Task details: The word "located" occurs in some lines of the listing. Copy those lines.

Input records:
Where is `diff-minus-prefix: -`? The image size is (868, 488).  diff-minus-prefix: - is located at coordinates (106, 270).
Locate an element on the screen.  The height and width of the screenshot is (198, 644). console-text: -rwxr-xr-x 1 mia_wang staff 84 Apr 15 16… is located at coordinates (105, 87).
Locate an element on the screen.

---

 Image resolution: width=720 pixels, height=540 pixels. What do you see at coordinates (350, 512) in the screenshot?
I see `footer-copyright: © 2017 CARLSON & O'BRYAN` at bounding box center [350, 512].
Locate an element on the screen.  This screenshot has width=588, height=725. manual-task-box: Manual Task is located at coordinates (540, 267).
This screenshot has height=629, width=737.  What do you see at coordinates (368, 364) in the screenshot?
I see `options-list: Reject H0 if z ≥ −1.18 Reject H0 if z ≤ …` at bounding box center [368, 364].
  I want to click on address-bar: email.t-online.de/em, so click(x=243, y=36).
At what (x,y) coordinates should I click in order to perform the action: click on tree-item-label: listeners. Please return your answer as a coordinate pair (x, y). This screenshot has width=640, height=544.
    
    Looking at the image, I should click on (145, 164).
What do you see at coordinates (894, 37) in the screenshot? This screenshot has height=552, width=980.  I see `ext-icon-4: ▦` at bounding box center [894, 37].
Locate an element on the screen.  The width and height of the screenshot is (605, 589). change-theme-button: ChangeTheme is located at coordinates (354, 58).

Task response:
Where is `diff-minus-prefix: -`? The image size is (868, 488).  diff-minus-prefix: - is located at coordinates (106, 270).
Locate an element on the screen.  The height and width of the screenshot is (198, 644). console-text: -rwxr-xr-x 1 mia_wang staff 84 Apr 15 16… is located at coordinates (105, 87).
Locate an element on the screen.  This screenshot has width=588, height=725. manual-task-box: Manual Task is located at coordinates (540, 267).
Locate an element on the screen.  The width and height of the screenshot is (605, 589). change-theme-button: ChangeTheme is located at coordinates (354, 58).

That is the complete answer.